Download or read book Shakespeare written by David M. Bergeron and published by . This book was released on 1995 with total page 256 pages. Available in PDF, EPUB and Kindle. Book excerpt: Confronted with the formidable and at times daunting mass of materials on Shakespeare, where does the beginning student - or even a seasoned one - turn for guidance? Answering that question remains the central aim of this guide.

Book The Haunted Stage

    Book Details:
  • Author : Marvin Carlson
  • Publisher : University of Michigan Press
  • Release : 2003
  • ISBN : 9780472089376
  • Pages : 218 pages

Download or read book The Haunted Stage written by Marvin Carlson and published by University of Michigan Press.

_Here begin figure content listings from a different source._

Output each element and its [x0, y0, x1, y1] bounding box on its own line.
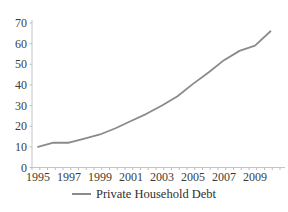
legend-label: Private Household Debt: [96, 188, 216, 201]
x-axis-tick-label: 2009: [243, 170, 267, 184]
y-axis-tick-label: 30: [15, 99, 27, 113]
data-line-private-household-debt: [38, 31, 271, 147]
y-axis-tick-label: 20: [15, 119, 27, 133]
x-axis-tick-label: 2005: [181, 170, 205, 184]
x-axis-tick-label: 2001: [119, 170, 143, 184]
x-axis-tick-label: 2003: [150, 170, 174, 184]
y-axis-tick-label: 10: [15, 140, 27, 154]
x-axis-tick-label: 2007: [212, 170, 236, 184]
y-axis-tick-label: 40: [15, 78, 27, 92]
y-axis-tick-label: 60: [15, 37, 27, 51]
legend: Private Household Debt: [0, 188, 288, 201]
x-axis-tick-label: 1997: [57, 170, 81, 184]
chart-svg: 0102030405060701995199719992001200320052…: [0, 0, 288, 186]
legend-line-swatch: [72, 193, 91, 195]
y-axis-tick-label: 70: [15, 16, 27, 30]
x-axis-tick-label: 1999: [88, 170, 112, 184]
x-axis-tick-label: 1995: [26, 170, 50, 184]
y-axis-tick-label: 50: [15, 57, 27, 71]
line-chart-figure: 0102030405060701995199719992001200320052…: [0, 0, 288, 212]
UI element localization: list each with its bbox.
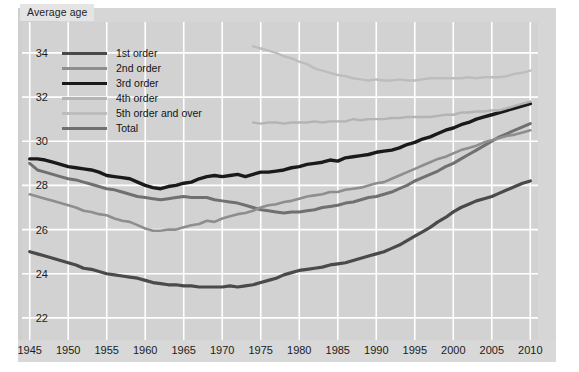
x-tick-label: 2000 (441, 344, 465, 356)
x-tick-label: 1995 (403, 344, 427, 356)
x-tick-label: 2005 (480, 344, 504, 356)
axis-title: Average age (20, 4, 94, 21)
x-tick-label: 1985 (326, 344, 350, 356)
figure-root: 34323028262422 Average age 1st order2nd … (0, 0, 579, 372)
legend-item: 1st order (62, 46, 202, 61)
x-tick-label: 1965 (171, 344, 195, 356)
series-line (253, 102, 530, 124)
x-tick-label: 1975 (248, 344, 272, 356)
legend-swatch (62, 127, 107, 130)
y-tick-label: 22 (22, 312, 48, 324)
legend-swatch (62, 82, 107, 85)
legend-item: 2nd order (62, 61, 202, 76)
legend-swatch (62, 112, 107, 114)
chart-legend: 1st order2nd order3rd order4th order5th … (62, 46, 202, 136)
x-tick-label: 1980 (287, 344, 311, 356)
figure-undertext (22, 363, 24, 369)
x-axis-strip: 1945195019551960196519701975198019851990… (18, 340, 556, 362)
y-tick-label: 24 (22, 268, 48, 280)
x-tick-label: 1950 (56, 344, 80, 356)
legend-label: 2nd order (116, 63, 161, 74)
x-tick-label: 1990 (364, 344, 388, 356)
legend-item: 4th order (62, 91, 202, 106)
legend-label: 4th order (116, 93, 158, 104)
y-tick-label: 26 (22, 224, 48, 236)
x-tick-label: 1955 (94, 344, 118, 356)
series-line (30, 124, 531, 213)
x-tick-label: 1945 (17, 344, 41, 356)
legend-item: Total (62, 121, 202, 136)
legend-swatch (62, 52, 107, 55)
x-tick-label: 1970 (210, 344, 234, 356)
legend-label: 1st order (116, 48, 157, 59)
x-tick-label: 1960 (133, 344, 157, 356)
y-tick-label: 30 (22, 135, 48, 147)
series-line (30, 181, 531, 287)
legend-label: 3rd order (116, 78, 159, 89)
series-line (30, 130, 531, 230)
legend-label: Total (116, 123, 138, 134)
legend-swatch (62, 67, 107, 70)
legend-item: 3rd order (62, 76, 202, 91)
legend-swatch (62, 97, 107, 99)
y-tick-label: 32 (22, 91, 48, 103)
series-line (253, 46, 530, 80)
legend-label: 5th order and over (116, 108, 202, 119)
y-tick-label: 34 (22, 47, 48, 59)
x-tick-label: 2010 (518, 344, 542, 356)
legend-item: 5th order and over (62, 106, 202, 121)
y-tick-label: 28 (22, 179, 48, 191)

This book was released on 2003 with total page 218 pages. Available in PDF, EPUB and Kindle. Book excerpt: Uncovers the ways in which the spectator's memory informs theatrical reception

Book Brecht and Tragedy

    Book Details:
  • Author : Martin Revermann
  • Publisher : Cambridge University Press
  • Release : 2021-12-16
  • ISBN : 1108489680
  • Pages : 491 pages

Download or read book Brecht and Tragedy written by Martin Revermann and published by Cambridge University Press. This book was released on 2021-12-16 with total page 491 pages. Available in PDF, EPUB and Kindle. Book excerpt: Explores Brecht's complex relationship with Greek tragedy and the tragic tradition, including significant archival material not seen before.